Scientists' Salvation for Crocs: 'Food Poisoning'

Bait trial in Australia reduces deaths from cane toad poison by up to 95%
By Arden Dier,  Newser Staff
Posted Aug 16, 2024 8:22 AM CDT
To Save Crocodiles, Give Them 'Food Poisoning'
A crocodile feeds in Australia.   (Getty Images/t_rust)

It's a hard life as a freshwater crocodile in Australia, where death can come with a single bite. "It's not pretty," Georgia Ward-Fear, a Macquarie University conservation scientist who's witnessed crocodiles dying from literal poison, tells NPR. "They go into seizures. And death is fairly quick and probably very painful because it's essentially a massive cardiac arrest." The culprit? Poisonous cane toads, brought to the continent in the 1930s to deal with troublesome sugar cane beetles. They have since grown to a population of 200 million and, during the dry season, converge on the same water sources visited by crocodiles. Within weeks, "we see these mass-mortality events of crocodiles," says Ward-Fear. As a result, some populations of the protected reptiles have fallen by more than 70%.

Remarkably, however, Ward-Fear and colleagues have been able to drastically reduce crocodile mortality rates with a unique teaching method described Wednesday in Proceedings of the Royal Society B. In four gorge systems across Western Australia's northern Kimberley region, they set out dead cane toads that had most of their toxic parts removed but were injected with lithium chloride, a strong salt that induces nausea in crocodiles, per the Guardian. "It's essentially food poisoning," Ward-Fear tells NPR. The unpleasantness is temporary. What isn't temporary is the crocs' aversion to cane toads after tasting an altered one. "It's encoded deep in the brain," as NPR reports.

In the Danguu Geikie gorge, where cane toads had arrived two years earlier, researchers were able to reduce crocodile mortality rates by 95%, "whereas in the nearby control area where we had not done any intervention, the mortalities just kept raging unabated," Ward-Fear tells NPR. In the three other gorges, where cane toads arrived for the first time only after the bait was left, "we saw no mortalities ... which was really exciting," she tells the Guardian. "It was a huge success," she adds, per NPR. Indigenous rangers and wildlife management agencies have already adopted the approach, known as a behavioral intervention. It's "a lot easier to implement and more ethical than culling the invasive species," Ward-Fear tells NPR. (More crocodiles stories.)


Description of the task: Please find every line in the entries below that contains the string "Controls", and copy it.

Extracts from a graphics dataset:

——

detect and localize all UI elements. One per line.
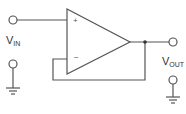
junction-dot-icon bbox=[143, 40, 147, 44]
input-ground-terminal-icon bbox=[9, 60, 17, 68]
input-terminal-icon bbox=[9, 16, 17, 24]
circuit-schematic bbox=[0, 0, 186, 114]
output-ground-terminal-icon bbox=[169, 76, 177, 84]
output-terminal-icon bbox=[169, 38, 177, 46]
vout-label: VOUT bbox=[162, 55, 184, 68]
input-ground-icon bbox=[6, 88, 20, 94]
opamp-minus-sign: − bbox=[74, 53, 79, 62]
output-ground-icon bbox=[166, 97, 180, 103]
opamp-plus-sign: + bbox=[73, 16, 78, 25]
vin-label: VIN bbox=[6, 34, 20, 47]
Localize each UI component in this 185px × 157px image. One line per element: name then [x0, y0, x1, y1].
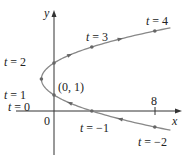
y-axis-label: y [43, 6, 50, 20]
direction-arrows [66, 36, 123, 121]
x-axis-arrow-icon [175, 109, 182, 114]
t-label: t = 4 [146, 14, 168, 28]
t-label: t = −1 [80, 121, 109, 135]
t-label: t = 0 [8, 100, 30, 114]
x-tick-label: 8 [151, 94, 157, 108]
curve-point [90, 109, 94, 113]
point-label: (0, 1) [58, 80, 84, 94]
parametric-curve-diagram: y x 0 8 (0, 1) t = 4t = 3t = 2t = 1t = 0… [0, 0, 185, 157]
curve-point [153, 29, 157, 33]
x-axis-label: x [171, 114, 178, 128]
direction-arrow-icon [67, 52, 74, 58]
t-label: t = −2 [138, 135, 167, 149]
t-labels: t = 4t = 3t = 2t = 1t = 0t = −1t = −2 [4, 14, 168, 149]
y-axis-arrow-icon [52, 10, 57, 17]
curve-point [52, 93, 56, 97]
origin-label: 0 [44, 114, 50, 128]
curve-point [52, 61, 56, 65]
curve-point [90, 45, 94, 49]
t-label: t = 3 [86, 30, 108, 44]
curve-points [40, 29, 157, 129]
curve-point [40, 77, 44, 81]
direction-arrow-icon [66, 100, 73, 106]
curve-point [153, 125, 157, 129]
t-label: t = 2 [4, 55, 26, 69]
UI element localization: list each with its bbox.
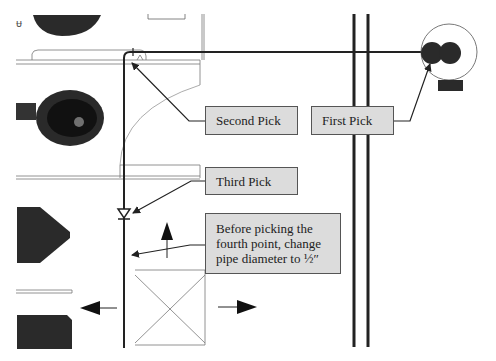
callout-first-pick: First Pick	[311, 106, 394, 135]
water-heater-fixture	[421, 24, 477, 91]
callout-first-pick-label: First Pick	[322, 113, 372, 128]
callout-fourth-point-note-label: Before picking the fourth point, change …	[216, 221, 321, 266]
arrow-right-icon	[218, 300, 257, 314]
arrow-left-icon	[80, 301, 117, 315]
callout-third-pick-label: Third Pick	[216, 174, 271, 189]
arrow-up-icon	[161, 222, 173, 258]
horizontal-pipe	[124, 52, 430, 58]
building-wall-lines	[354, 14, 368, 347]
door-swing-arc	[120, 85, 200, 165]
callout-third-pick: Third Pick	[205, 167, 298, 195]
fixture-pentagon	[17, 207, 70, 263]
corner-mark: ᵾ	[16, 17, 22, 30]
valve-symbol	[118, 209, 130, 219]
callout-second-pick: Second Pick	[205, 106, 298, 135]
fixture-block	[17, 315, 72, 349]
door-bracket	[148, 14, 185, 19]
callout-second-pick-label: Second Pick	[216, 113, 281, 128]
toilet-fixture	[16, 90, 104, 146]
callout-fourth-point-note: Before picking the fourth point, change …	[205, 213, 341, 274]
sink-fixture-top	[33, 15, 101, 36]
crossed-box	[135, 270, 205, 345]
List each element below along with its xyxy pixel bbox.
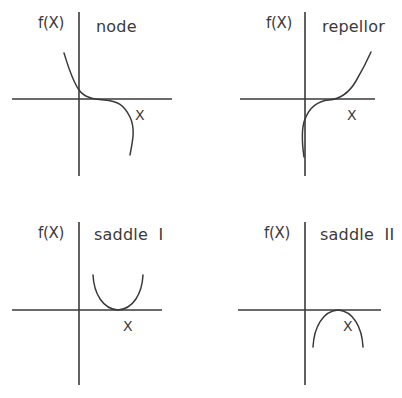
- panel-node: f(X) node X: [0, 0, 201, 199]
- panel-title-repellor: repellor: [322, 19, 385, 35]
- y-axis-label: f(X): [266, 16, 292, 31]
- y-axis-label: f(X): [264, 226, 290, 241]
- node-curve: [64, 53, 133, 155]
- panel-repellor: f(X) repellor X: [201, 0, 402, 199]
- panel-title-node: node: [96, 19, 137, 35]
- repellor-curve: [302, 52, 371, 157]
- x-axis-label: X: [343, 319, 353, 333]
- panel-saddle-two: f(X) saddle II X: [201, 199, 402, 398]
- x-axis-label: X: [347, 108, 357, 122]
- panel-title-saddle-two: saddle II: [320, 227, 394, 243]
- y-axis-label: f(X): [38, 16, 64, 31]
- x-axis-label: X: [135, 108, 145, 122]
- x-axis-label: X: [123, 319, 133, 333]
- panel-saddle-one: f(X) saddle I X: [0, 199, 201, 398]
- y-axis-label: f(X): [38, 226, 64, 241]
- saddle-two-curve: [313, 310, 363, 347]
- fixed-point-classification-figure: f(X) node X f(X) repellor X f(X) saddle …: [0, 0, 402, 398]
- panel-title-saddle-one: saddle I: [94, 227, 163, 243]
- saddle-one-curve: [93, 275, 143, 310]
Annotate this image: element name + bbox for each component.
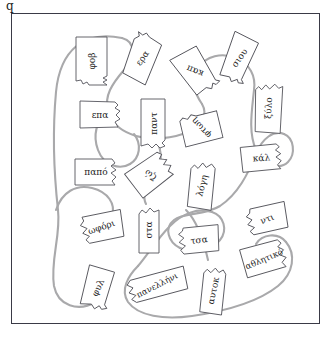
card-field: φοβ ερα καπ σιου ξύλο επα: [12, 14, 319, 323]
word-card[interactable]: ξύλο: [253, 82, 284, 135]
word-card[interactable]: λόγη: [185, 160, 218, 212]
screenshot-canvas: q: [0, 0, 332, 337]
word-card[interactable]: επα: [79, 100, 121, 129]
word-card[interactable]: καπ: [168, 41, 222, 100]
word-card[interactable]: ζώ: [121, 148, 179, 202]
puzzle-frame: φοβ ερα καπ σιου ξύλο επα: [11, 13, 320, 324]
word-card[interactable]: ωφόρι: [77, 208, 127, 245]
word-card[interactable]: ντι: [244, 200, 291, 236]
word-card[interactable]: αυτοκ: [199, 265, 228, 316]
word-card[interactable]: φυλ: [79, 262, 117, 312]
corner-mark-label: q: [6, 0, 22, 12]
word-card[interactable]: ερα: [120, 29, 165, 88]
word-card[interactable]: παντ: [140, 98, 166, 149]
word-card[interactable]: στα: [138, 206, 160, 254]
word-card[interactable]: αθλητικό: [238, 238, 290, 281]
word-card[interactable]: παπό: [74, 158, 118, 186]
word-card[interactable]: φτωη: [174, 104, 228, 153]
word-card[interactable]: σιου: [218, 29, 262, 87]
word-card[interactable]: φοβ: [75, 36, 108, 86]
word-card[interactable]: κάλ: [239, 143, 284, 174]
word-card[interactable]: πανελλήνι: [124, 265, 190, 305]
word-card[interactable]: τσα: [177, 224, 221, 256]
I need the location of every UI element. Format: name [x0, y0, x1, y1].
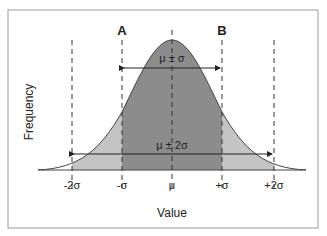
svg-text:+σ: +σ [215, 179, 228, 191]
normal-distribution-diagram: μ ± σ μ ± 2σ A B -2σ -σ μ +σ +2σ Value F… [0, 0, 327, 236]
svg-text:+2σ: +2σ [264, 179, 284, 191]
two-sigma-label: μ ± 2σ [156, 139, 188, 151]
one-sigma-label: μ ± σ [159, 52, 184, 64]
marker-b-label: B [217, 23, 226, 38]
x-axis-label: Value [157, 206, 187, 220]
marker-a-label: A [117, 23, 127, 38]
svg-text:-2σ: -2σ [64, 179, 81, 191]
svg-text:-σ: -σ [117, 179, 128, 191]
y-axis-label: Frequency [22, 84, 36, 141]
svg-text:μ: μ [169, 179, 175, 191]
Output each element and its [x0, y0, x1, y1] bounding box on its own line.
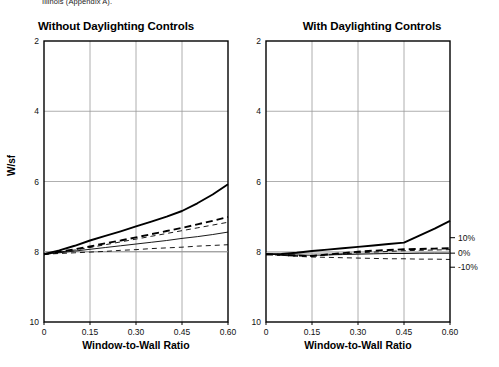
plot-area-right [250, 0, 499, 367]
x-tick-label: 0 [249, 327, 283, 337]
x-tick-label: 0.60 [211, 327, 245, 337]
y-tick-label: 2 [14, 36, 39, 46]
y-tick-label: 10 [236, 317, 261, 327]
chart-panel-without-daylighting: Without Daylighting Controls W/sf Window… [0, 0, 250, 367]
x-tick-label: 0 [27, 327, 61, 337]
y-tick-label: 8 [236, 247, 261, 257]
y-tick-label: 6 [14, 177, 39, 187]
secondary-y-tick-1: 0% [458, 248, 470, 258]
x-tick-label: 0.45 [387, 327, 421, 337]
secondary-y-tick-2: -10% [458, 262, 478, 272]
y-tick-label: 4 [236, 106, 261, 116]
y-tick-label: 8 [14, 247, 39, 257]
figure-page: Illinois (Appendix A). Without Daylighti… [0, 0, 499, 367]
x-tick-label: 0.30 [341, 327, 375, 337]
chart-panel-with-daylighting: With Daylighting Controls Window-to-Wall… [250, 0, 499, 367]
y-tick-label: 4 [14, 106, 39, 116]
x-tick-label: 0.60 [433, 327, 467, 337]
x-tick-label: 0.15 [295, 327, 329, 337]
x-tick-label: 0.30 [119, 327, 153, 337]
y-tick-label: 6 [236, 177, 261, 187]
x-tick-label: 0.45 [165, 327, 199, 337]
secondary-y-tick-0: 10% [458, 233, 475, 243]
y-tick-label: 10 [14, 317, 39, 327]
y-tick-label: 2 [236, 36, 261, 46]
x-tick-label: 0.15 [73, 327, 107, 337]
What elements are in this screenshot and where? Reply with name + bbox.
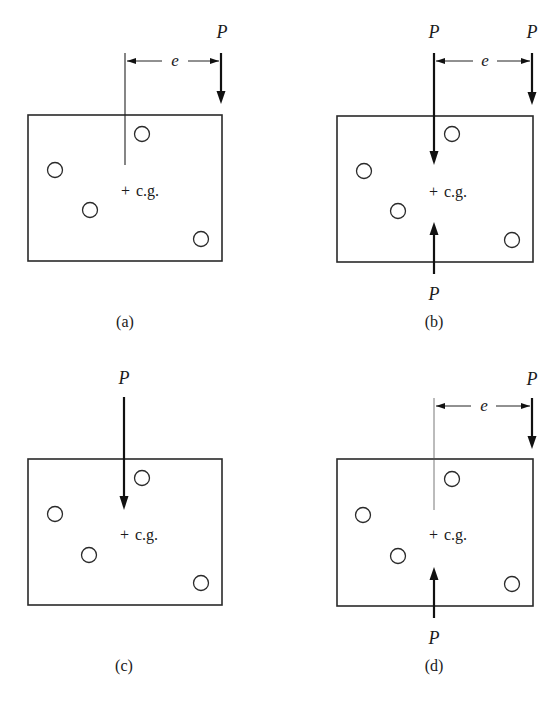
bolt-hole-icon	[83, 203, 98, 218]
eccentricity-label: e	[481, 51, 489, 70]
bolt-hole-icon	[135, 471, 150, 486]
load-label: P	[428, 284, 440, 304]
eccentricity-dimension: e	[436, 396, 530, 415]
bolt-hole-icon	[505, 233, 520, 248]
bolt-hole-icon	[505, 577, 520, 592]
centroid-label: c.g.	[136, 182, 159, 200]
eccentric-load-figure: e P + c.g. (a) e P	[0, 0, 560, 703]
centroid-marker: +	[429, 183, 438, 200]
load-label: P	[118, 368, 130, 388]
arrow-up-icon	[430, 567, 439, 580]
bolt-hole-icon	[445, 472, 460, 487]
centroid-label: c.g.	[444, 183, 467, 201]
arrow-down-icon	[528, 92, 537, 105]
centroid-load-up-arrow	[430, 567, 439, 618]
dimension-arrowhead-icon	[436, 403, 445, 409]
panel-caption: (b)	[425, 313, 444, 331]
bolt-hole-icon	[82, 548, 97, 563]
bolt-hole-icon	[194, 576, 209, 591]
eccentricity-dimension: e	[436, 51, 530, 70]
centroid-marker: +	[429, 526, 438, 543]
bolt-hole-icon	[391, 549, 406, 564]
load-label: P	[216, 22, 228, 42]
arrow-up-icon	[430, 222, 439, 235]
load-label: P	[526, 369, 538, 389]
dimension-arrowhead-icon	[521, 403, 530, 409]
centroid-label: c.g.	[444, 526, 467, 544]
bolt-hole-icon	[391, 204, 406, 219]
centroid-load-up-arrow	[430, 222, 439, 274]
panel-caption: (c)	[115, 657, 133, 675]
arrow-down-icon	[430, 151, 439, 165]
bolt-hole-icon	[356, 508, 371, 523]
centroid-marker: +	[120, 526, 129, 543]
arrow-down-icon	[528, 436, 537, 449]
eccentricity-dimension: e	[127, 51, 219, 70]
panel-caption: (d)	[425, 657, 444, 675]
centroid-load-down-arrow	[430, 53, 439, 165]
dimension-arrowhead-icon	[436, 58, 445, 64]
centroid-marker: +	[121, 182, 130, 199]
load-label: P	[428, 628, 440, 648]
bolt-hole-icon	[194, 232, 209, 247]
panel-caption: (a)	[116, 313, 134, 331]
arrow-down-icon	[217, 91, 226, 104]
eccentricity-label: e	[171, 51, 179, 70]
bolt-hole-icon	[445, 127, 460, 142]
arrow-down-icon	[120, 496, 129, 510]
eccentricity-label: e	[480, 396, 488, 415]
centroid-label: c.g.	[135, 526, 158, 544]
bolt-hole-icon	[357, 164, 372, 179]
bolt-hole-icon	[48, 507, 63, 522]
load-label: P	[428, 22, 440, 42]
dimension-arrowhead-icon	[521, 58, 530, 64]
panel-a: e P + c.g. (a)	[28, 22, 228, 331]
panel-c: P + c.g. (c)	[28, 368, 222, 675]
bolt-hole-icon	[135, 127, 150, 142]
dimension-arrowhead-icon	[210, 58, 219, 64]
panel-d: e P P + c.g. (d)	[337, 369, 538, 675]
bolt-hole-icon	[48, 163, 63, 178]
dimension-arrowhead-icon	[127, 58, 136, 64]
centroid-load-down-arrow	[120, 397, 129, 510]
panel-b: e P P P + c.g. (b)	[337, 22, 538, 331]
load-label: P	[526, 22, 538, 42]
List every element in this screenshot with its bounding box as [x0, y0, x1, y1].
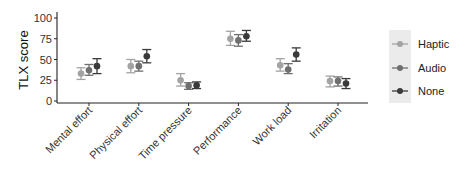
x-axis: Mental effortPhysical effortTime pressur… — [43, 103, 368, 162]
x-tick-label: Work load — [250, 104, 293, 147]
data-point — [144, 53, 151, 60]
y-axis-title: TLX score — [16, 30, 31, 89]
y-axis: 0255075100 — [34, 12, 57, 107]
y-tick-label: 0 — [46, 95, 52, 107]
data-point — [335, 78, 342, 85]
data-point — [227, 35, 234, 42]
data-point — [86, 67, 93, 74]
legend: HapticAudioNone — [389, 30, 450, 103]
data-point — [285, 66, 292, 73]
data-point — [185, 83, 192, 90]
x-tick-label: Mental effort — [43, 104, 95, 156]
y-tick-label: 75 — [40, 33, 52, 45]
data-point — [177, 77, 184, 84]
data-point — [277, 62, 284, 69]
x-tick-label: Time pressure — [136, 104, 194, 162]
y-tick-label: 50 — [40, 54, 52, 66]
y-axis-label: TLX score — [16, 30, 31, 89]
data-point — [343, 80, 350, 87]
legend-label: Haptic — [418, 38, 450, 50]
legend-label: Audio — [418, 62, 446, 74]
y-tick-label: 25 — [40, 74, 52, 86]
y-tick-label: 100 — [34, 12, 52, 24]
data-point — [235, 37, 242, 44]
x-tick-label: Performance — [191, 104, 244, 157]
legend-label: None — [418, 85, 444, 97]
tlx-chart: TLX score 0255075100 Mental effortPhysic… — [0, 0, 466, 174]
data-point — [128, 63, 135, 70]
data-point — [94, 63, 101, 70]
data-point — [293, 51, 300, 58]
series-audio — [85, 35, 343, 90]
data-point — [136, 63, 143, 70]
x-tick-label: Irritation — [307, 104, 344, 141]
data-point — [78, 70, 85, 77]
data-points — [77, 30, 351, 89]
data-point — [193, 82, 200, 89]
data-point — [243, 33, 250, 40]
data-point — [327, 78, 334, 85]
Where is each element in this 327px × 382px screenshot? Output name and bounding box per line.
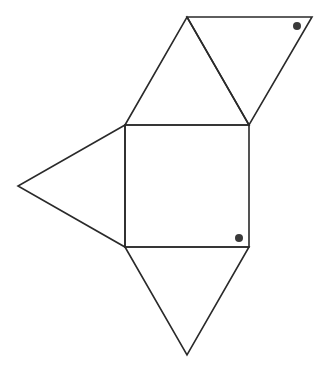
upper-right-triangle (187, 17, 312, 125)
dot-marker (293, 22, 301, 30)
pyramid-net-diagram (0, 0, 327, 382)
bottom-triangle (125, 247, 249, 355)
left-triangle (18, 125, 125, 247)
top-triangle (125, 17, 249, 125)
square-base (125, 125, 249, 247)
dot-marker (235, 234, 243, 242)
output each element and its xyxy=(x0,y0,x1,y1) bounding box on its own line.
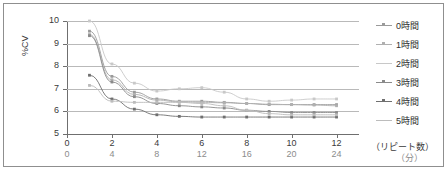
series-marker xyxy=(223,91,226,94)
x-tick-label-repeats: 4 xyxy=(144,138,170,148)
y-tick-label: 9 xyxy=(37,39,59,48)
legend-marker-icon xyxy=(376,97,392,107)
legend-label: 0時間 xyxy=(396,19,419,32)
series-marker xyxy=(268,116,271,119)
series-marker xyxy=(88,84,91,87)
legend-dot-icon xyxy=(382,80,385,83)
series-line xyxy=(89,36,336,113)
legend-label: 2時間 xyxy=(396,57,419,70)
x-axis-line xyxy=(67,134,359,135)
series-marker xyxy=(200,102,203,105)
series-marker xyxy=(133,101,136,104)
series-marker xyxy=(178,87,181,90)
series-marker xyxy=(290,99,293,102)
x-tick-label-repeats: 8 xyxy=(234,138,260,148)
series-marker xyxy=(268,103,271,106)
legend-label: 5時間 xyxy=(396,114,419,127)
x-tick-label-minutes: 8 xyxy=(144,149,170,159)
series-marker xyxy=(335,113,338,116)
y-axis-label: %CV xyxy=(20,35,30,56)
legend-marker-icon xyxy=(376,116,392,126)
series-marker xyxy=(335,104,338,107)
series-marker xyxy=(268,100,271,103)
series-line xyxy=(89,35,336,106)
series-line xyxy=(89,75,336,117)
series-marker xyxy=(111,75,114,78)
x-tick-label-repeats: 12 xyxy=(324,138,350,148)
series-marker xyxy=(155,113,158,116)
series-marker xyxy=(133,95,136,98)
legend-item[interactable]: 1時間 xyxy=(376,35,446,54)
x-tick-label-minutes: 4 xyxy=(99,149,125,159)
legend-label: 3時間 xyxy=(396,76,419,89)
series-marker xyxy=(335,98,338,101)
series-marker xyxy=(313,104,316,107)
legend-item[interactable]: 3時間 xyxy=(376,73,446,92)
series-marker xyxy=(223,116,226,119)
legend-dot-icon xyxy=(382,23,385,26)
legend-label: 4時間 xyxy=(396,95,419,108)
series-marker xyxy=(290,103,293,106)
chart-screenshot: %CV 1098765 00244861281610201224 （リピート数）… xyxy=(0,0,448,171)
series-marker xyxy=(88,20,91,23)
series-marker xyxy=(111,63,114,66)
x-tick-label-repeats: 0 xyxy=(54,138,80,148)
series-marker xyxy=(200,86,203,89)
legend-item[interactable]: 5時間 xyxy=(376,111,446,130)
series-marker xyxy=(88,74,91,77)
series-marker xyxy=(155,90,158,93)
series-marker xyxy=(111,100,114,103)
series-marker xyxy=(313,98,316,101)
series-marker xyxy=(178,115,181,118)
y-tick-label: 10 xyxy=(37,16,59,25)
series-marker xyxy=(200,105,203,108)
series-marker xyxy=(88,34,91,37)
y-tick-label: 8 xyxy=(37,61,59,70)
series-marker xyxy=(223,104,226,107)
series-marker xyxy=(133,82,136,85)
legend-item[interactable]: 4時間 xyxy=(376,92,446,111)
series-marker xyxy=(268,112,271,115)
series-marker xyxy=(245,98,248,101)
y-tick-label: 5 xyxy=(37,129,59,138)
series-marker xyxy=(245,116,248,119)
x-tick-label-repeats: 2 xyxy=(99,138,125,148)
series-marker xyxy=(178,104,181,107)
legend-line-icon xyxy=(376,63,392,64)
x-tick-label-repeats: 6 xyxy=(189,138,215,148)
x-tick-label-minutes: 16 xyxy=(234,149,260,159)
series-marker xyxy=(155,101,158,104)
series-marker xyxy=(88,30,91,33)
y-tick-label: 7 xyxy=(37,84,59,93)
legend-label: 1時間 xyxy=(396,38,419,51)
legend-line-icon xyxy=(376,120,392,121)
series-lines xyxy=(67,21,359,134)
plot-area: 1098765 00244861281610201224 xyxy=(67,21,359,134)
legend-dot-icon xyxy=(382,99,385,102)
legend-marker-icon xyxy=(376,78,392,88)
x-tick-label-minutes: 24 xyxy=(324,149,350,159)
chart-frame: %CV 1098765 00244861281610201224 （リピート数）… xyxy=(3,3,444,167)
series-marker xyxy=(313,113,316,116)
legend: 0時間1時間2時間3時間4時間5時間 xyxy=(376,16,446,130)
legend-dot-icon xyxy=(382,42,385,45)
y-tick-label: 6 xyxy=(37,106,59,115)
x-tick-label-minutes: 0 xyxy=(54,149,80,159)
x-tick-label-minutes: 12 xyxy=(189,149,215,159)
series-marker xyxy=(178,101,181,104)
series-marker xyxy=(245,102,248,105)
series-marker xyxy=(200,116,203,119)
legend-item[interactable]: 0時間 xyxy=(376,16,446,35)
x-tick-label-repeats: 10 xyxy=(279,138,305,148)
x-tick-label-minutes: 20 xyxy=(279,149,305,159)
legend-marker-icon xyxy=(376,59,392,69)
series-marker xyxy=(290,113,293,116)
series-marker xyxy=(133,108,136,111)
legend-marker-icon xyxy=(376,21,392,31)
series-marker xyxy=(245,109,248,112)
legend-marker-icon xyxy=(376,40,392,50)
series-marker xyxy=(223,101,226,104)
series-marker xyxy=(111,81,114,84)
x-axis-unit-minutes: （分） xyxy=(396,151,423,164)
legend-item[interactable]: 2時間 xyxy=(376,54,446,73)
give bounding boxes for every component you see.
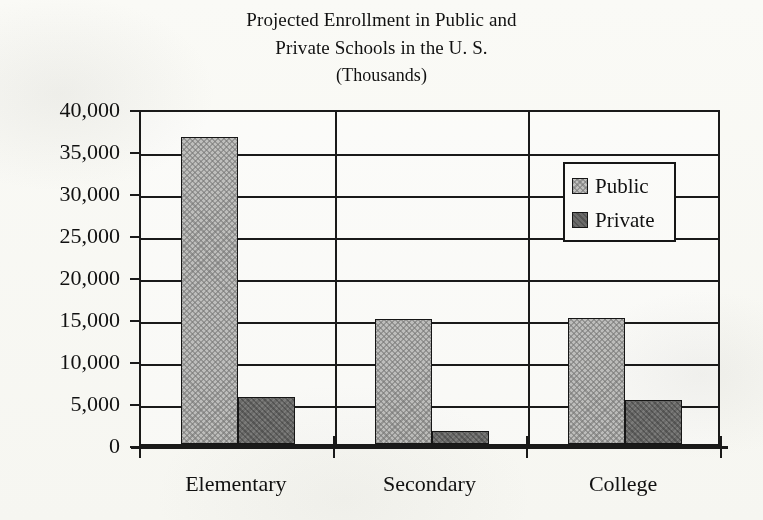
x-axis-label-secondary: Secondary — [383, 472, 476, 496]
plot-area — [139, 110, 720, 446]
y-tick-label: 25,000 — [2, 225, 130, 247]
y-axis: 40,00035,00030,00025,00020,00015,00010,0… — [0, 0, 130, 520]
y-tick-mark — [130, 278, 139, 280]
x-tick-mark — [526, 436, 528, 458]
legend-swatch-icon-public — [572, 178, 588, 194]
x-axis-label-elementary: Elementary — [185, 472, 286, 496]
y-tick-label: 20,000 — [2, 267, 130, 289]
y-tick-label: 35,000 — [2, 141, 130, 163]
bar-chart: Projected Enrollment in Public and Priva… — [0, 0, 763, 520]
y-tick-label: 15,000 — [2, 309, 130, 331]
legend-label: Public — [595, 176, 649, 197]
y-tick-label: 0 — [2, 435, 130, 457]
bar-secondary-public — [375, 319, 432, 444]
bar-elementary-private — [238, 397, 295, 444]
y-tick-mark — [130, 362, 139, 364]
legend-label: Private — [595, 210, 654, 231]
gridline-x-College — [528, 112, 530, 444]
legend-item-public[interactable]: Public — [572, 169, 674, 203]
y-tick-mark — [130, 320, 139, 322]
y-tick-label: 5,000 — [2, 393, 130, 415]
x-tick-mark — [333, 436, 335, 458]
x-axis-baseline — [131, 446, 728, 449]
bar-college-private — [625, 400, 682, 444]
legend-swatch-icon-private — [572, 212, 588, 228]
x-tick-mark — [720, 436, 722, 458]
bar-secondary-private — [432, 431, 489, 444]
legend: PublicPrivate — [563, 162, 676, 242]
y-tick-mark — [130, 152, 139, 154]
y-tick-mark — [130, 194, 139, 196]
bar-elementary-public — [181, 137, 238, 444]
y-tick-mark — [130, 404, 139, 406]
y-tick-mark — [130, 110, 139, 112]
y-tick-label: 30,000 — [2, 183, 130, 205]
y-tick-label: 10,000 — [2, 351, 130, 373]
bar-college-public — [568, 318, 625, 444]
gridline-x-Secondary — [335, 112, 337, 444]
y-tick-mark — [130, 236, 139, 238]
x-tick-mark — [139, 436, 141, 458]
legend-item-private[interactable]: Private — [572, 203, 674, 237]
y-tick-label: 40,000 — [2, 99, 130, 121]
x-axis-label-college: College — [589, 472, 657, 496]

——

Solution for this problem:
chart-panel-without-daylighting: Without Daylighting Controls W/sf Window… [0, 0, 250, 367]
chart-panel-with-daylighting: With Daylighting Controls Window-to-Wall… [250, 0, 499, 367]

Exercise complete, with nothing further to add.